China is facing a slowing economy amidst an abundance of cash, a scenario that has economists pondering if the country is caught in a liquidity trap. This predicament demands President Xi Jinping’s administration to consider spending its way out of the economic slowdown. However, traditional economic remedies like fiscal stimulus might prove ineffective within the framework of Beijing’s ‘socialist market economy.’
The concept of a liquidity trap, first described by John Maynard Keynes during the Great Depression, refers to a situation where individuals hoard cash due to low bond yields. A similar crisis arose in Japan after the property bubble burst in 1998, leading to a recession and diminished impact of monetary policy. These echoes of past economic challenges resonate in China’s current economic climate. While Chinese interest rates are far from zero, the recent surprise cut in the benchmark one-year loan prime rate to 3.45% highlights the central bank’s efforts to loosen monetary policy. Despite state media’s dismissal of liquidity trap concerns, the parallels between China’s current situation and Japan’s three decades ago cannot be ignored. While Western economies are grappling with inflation, China’s consumer price index has remained stagnant since the beginning of 2023. Just like the Bank of Japan, the People’s Bank of China is loosening monetary policy but failing to influence prices, resulting in an unprecedented surplus of money.
China’s M2, a broad measure of money supply, has skyrocketed, surpassing 300 trillion yuan ($42.3 trillion) in April 2023. This figure dwarfs the combined money supply of the US and Europe and indicates an excessive level of liquidity in the Chinese economy relative to GDP. Further signs of economic stagnation include record-high bank deposits and stalled growth in total social financing. Companies are hoarding cash instead of investing, as evidenced by the widening ratio of interest-paying time deposits to demand deposits in Chinese banks.
Paul Krugman argued for forceful action to combat entrenched expectations of economic decline, suggesting that central banks should credibly promise to be irresponsible. China’s central bank has taken a similar approach, aggressively clamping down on debt trading and threatening to short-sell billions of yuan worth of government bonds. This reflects a waning faith in China’s growth potential and underscores the similarities with Japan’s experience. The yield on China’s long-dated government debt securities has converged with that of Japan’s, indicating a lack of confidence in China’s economy. This is further exacerbated by the recent frenzied speculation in May, which saw the price of a 30-year Chinese bond spike by 25% upon debut, causing its yield to temporarily dip below that of its Japanese counterpart.
Following Keynesian principles, China has embarked on an expansion of fiscal policy. The government’s recent issuance of 1 trillion yuan special bonds this year signifies its willingness to spend, but the question of its effectiveness remains. The government plans to continue issuing these bonds over the next several years, aiming to fill a growing void in the economy. Property developers are struggling with debt, and individuals are repaying home loans early, leading to a significant shrinkage in the mortgage-backed securities market. However, the extent of the central government’s financial commitment remains unclear.

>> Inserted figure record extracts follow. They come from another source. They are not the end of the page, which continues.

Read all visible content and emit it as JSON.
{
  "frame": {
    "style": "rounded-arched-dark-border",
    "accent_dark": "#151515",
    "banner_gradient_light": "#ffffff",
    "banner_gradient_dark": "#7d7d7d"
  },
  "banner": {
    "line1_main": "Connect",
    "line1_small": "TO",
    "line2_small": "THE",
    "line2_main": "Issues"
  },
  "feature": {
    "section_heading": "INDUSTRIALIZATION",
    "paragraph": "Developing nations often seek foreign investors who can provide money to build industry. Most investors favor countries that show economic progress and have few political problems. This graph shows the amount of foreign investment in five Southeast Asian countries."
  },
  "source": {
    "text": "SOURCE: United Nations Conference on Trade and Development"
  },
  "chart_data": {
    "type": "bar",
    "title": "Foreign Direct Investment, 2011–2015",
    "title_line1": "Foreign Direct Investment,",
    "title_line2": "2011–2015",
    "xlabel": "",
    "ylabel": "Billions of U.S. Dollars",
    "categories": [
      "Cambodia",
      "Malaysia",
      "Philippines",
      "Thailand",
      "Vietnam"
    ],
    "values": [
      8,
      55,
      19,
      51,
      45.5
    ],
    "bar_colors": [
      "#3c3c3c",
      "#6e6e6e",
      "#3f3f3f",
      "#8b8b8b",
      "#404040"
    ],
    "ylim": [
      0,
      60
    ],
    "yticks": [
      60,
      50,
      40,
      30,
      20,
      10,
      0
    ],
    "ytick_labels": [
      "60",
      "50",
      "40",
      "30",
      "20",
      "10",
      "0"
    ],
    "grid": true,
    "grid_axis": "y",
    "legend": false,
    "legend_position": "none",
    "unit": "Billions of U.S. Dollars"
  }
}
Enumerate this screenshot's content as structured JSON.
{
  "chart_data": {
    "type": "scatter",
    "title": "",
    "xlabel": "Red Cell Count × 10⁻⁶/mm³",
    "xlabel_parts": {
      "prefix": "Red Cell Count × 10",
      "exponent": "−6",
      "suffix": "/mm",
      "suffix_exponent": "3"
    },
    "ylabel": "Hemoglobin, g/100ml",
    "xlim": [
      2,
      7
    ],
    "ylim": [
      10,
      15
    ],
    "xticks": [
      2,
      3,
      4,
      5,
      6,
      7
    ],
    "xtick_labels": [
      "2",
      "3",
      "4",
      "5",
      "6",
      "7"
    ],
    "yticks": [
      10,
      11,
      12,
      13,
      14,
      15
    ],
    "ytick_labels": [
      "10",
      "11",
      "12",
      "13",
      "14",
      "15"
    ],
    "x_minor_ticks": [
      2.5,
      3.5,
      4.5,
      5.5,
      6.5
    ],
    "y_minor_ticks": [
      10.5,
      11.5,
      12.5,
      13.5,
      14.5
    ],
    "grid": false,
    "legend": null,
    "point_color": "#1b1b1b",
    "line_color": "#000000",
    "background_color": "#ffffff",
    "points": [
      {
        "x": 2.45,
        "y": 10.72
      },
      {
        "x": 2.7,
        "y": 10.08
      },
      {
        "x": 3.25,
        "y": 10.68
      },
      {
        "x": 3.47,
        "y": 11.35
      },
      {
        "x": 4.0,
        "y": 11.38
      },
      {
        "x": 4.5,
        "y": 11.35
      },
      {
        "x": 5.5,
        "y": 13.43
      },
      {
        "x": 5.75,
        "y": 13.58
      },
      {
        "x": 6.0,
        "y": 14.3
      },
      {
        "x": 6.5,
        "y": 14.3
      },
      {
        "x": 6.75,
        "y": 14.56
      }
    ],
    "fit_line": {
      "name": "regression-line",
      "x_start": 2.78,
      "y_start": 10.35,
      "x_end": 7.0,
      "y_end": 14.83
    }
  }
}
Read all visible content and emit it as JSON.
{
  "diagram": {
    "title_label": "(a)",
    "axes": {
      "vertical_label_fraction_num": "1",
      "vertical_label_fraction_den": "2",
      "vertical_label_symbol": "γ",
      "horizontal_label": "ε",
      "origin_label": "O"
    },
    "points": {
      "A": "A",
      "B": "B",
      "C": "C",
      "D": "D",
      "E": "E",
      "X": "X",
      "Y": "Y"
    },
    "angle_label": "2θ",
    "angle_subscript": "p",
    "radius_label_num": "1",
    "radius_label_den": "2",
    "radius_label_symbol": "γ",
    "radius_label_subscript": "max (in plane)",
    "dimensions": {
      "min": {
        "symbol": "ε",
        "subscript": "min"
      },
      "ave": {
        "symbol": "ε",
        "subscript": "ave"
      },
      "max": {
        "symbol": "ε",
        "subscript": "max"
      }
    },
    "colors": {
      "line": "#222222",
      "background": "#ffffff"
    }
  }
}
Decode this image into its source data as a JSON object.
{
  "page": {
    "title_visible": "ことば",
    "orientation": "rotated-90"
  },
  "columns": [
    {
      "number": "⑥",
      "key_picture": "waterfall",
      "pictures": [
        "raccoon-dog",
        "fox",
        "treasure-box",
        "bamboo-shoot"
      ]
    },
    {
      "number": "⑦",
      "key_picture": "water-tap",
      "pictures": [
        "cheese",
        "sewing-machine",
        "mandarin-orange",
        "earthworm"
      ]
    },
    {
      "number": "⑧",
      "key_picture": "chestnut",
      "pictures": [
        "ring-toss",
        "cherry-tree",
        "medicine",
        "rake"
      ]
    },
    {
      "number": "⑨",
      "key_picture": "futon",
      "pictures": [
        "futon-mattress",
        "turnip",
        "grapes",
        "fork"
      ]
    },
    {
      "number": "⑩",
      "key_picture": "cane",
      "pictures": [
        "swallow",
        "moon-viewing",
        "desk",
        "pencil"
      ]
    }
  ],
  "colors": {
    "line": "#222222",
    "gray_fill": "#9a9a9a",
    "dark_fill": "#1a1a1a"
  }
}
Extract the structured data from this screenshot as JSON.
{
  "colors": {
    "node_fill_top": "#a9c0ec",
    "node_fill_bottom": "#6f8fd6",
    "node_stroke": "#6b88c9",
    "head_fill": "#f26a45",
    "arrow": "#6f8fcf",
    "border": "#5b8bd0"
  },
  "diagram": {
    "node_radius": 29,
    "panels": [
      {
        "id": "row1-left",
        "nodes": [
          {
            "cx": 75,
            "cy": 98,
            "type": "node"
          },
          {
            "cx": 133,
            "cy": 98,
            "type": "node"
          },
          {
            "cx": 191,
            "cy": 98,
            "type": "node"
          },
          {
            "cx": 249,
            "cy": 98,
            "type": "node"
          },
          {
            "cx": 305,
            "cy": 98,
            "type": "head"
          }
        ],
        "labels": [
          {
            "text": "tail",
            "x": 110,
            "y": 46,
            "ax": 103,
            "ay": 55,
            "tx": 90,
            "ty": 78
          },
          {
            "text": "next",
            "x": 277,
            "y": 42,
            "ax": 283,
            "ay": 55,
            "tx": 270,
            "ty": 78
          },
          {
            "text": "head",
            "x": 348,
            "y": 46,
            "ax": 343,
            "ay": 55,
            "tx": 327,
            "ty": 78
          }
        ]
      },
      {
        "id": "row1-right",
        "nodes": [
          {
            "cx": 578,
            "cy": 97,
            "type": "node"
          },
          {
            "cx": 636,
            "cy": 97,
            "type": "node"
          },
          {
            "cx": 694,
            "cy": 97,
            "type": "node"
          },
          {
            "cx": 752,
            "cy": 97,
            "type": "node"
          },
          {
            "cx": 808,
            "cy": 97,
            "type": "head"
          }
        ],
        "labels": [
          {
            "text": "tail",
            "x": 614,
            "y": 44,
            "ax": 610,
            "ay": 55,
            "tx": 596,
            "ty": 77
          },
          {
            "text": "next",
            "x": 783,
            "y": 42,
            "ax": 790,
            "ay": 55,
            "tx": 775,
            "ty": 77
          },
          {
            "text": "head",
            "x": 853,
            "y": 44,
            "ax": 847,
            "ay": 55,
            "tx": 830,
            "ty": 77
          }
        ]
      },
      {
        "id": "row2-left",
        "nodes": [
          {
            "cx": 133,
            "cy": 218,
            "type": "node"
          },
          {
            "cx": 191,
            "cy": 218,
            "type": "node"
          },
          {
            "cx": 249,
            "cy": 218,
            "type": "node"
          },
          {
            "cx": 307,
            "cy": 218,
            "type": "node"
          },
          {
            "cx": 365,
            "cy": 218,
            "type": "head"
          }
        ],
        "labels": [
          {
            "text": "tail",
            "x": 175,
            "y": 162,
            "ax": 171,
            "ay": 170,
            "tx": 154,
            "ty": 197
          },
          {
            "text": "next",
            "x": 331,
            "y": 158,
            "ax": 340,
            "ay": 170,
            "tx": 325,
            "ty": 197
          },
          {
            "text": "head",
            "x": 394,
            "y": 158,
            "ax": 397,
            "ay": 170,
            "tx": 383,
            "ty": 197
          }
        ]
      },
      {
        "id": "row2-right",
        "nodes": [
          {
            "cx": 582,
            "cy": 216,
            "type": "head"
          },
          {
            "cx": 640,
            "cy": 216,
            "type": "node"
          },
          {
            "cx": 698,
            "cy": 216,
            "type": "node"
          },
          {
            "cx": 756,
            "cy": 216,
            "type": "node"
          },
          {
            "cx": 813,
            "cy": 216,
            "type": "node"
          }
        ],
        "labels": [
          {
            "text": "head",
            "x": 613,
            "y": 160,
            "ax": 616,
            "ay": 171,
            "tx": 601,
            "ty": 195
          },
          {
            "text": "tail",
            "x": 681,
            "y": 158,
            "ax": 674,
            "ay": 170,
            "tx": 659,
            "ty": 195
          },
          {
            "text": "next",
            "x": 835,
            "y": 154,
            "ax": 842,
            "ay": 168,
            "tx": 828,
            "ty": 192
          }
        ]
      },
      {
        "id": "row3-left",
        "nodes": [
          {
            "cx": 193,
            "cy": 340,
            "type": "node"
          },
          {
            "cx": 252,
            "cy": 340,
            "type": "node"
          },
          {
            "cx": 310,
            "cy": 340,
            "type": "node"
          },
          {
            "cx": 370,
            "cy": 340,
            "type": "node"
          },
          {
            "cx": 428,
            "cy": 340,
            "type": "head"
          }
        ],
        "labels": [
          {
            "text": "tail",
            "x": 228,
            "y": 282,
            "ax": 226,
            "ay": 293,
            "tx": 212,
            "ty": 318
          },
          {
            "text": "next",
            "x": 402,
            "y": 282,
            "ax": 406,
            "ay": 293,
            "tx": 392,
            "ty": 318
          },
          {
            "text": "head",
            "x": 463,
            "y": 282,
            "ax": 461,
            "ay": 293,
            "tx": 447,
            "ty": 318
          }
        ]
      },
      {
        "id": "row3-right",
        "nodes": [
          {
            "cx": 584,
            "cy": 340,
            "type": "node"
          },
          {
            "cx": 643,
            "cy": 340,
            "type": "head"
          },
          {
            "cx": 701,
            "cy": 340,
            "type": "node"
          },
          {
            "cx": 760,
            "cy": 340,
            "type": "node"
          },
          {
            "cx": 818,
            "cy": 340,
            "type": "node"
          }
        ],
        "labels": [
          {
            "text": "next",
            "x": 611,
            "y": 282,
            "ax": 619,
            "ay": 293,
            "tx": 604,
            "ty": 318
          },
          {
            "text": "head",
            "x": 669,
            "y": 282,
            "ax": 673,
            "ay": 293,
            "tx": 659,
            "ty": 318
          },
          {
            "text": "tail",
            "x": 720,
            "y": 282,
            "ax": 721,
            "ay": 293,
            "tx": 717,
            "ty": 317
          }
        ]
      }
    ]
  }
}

China’s history of using large-scale spending during difficult times is well-documented, as evidenced by the 4 trillion yuan stimulus package implemented during the global financial crisis in 2008. However, the current administration has been hesitant to deploy such a massive fiscal bazooka. This cautious approach suggests either a lack of concern about the economic predicament or fears of unintended consequences from excessive spending. The previous stimulus package, while effective in the short term, led to long-term structural problems such as industrial overcapacity and ballooning local government debt.
The current economic challenge is further compounded by China’s shift towards boosting consumer demand and moving away from property and investment-led growth. One type of spending that could prove effective is the expansion of social security. The recent Third Plenum approved a resolution calling for building a more comprehensive social security net, focusing on areas like medical and education costs. This move could provide individuals with the security they need to spend rather than save for an uncertain future.
Beijing is also making efforts to address the glut of unsold homes by assisting local governments in acquiring them and converting them into public housing. Expanding this program would require increased funding from the central government and a bigger budget deficit than the current cap of 3% of GDP. Furthermore, China could leverage its cash-rich private sector firms, such as Tencent and Alibaba, to invest in sectors like technology, healthcare, and even real estate. This could potentially stimulate private investment and revitalize the economy.
For a sustained economic uptick, Xi might need to reassess the role of the private sector, particularly after years of regulatory crackdowns on entrepreneurs that have dampened the entrepreneurial spirit. While the ruling party has expressed support for the development of the non-public sector, this commitment is juxtaposed with a pledge to consolidate and develop the public sector. Until Beijing clarifies its stance on the relative dominance of these two forces, China’s options for averting a sustained economic slump will remain limited.